Keep the Crab Ladies in Action


Commentary by Karen Hosler, Bay Journal News Service

Sometime in mid-September, a sea parade of female crabs, fresh from Maryland encounters with those No. 1 Jimmys, will head down the Chesapeake Bay to a winter sanctuary in Virginia where they will launch the next generation.

Warning to the she-crabs: this year there’s no guarantee of safe passage. Apparently, you are just too good at what you do.

Sharp limits on the taking of female crabs imposed since 2008 combined with favorable winds, tides, and temperatures have produced spectacular results. The bay’s crab population, then at historic lows, has more than doubled in just two years. Sparing the pregnant Moms, who knew?

But those protections will ease a bit this fall because beleaguered watermen have pleaded like crazy for relief they may not need. And because the experts can’t say for sure that a little relief would do much harm.

Eric Johnson, a fisheries ecologist for the Smithsonian Environmental Research Center, said he’d like to see the restrictions fully in place long enough to build up some population “equity” against a season of bad weather. But he’s not kicking up a fuss. Nor are any of his colleagues.

Witness the rare sight of environmentalists on the cusp of what might be a great victory. They’ve learned to be careful for fear they will jinx it.

“This is a wonderful position to be in,” said Stephanie Westby, a fisheries scientist at the Chesapeake Bay Foundation. Crabbers can get a bit of a break, yet the annual harvest is still on track to hit the target of 46 percent of the total crab population, which scientists have agreed is the minimum sustainable level.

“That means they can take almost half, yet still leave enough to replace the population and allow for some growth,” Westby said. “If we have a bad year, we can tweak the regulations in the other direction.”

Since time past memory, folks have been arguing that too many crabs were being fished from the sadly polluted bay. Watermen fired back that bay pollution wasn’t their fault. They blamed fertilizer running off farms, and dirty rainwater rushing into the bay from overdeveloped suburbs. And they were right. Crabbing doesn’t cause dead zones or spoil water quality.

But by 2008, crabbers were taking 60 percent of a total population that had dwindled to 280 million--a third of its 1993 level. The fishery was near collapse. State leaders in Maryland and Virginia got scared enough to take bold action.

Even so, it seems a marvel that those rules were actually imposed. For the first time ever, female crabs were protected through a comprehensive program enforced by both states. In Maryland, where female crabs come to mate, the season was shortened, and catch limits were set. In Virginia, where female crabs hibernate, the ages-old practice of winter dredging was banned.

“Hundreds of people came out to the public hearings,” recalled John Bull, a spokesman for the Virginia Marine Resources Commission. “They said the children will starve, life as we know it will be gone forever…One man asked me if I would pay his mortgage because he couldn’t.”

Politicians tried to ease the pain with $30 million in federal disaster aid to the two states. Much of the money went to buy out and retire crab licenses. Some of it paid watermen for removing derelict “ghost” crab pots from the bottom of the bay, where these lost and abandoned pots are death traps for all sorts of creatures.

So far, it looks like watermen did pretty well this year, Bull said. “Everybody tells us they are having a banner year,” catching a smaller percentage of a much bigger population, now estimated at 658 million crabs bay-wide.

Concessions granted this year are small. Maryland extended the fall season for catching females by nine days. Virginia allowed watermen a few extra days to keep very pregnant “black sack” sponge crabs that are likely to die if they are thrown back into the water.

But why not leave well enough alone, at least for another year or two to determine how much weather is a factor? Because watermen are still complaining, this is an election year in Maryland, and another dust-up over oysters is underway. The environmental lobby has learned to pick its spots.

“Public policy advocates wrestle with this all the time,” said Dru Schmidt-Perkins, executive director of 1000 Friends of Maryland, which has no dog in the crab fight. “There’s the perfect solution for the environment, the perfect solution for economic development, and the perfect solution for a fair society. You can’t look at an issue in isolation from other factors and expect success.”

So, here’s an idea. Let’s keep the crab ladies in action, but also work on the water pollution that makes their job so much more difficult. Get tough water quality standards out of Congress, tough storm water regulations out of local governments, and live by them.

Hey, we might have just have dodged a future without steamed crabs. Need more be said?

Karen Hosler, former editorial writer for the Baltimore Sun, is a reporter, commentator and talk show host in Baltimore.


TASK DETAILS | Only the lines from the one that includes "is (690, 333)." through the last line below belong in the reply, copied exactly and without pictures.

DATA EXCERPTS |
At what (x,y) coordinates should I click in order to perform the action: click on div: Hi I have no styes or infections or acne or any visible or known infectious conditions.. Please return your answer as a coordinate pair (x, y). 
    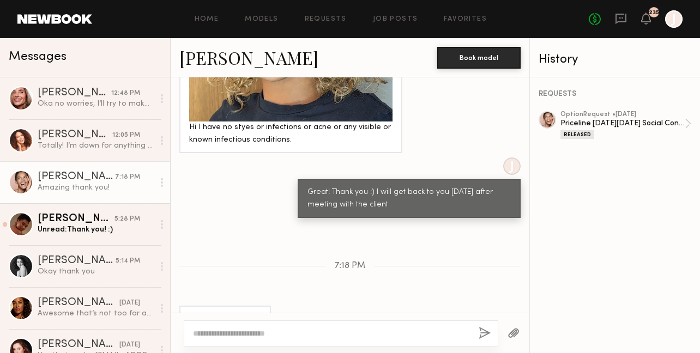
    Looking at the image, I should click on (290, 134).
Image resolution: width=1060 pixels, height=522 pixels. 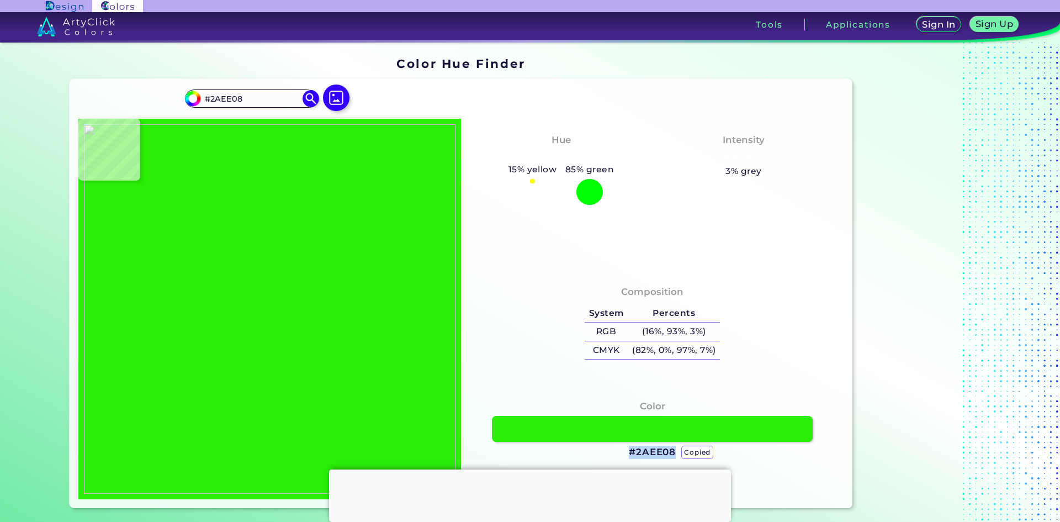 I want to click on h5: Sign In, so click(x=938, y=24).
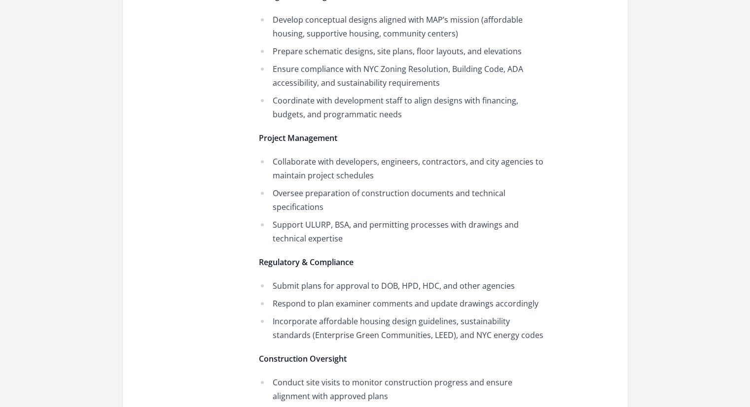  What do you see at coordinates (403, 107) in the screenshot?
I see `li: Coordinate with development staff to align designs with financing, budgets, and programmatic needs` at bounding box center [403, 107].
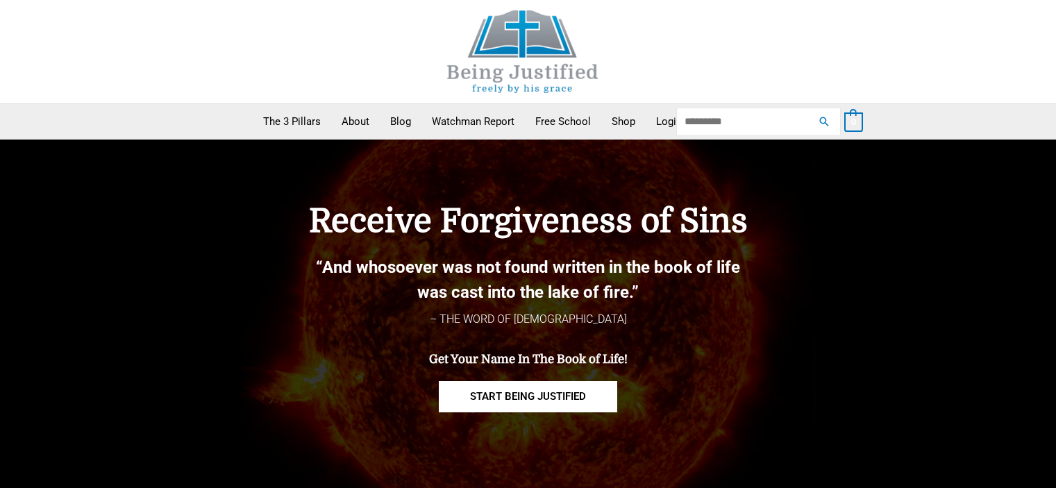 Image resolution: width=1056 pixels, height=488 pixels. What do you see at coordinates (401, 122) in the screenshot?
I see `a: Blog` at bounding box center [401, 122].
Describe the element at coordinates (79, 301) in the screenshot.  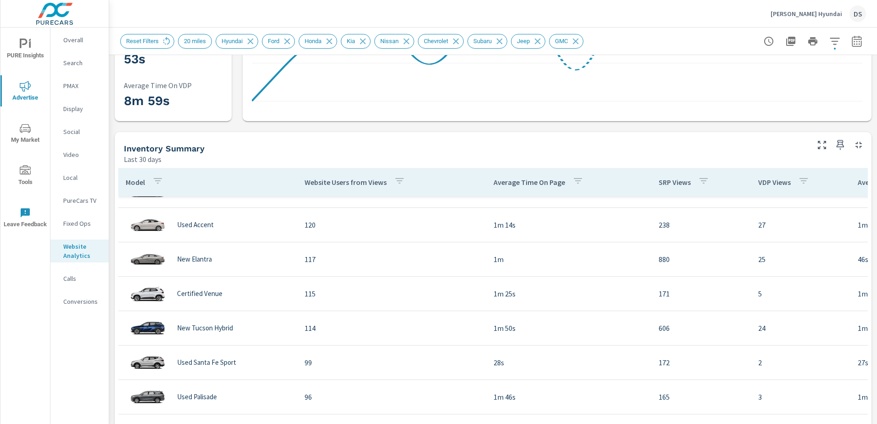
I see `div: Conversions` at that location.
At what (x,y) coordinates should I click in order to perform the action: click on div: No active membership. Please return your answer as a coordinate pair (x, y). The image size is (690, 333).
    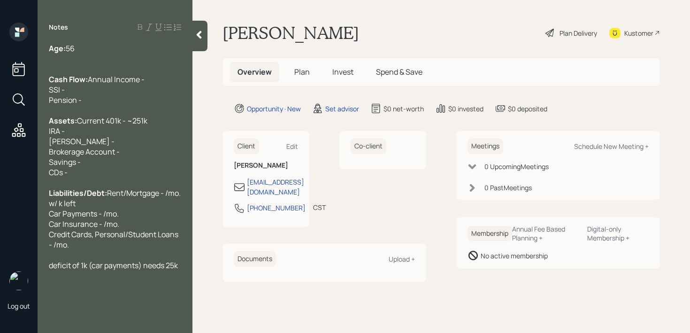
    Looking at the image, I should click on (514, 255).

ANSWER SECTION |
At what (x,y) coordinates should I click in order to perform the action: click on div: No active membership. Please return your answer as a coordinate pair (x, y). The image size is (690, 333).
    Looking at the image, I should click on (514, 255).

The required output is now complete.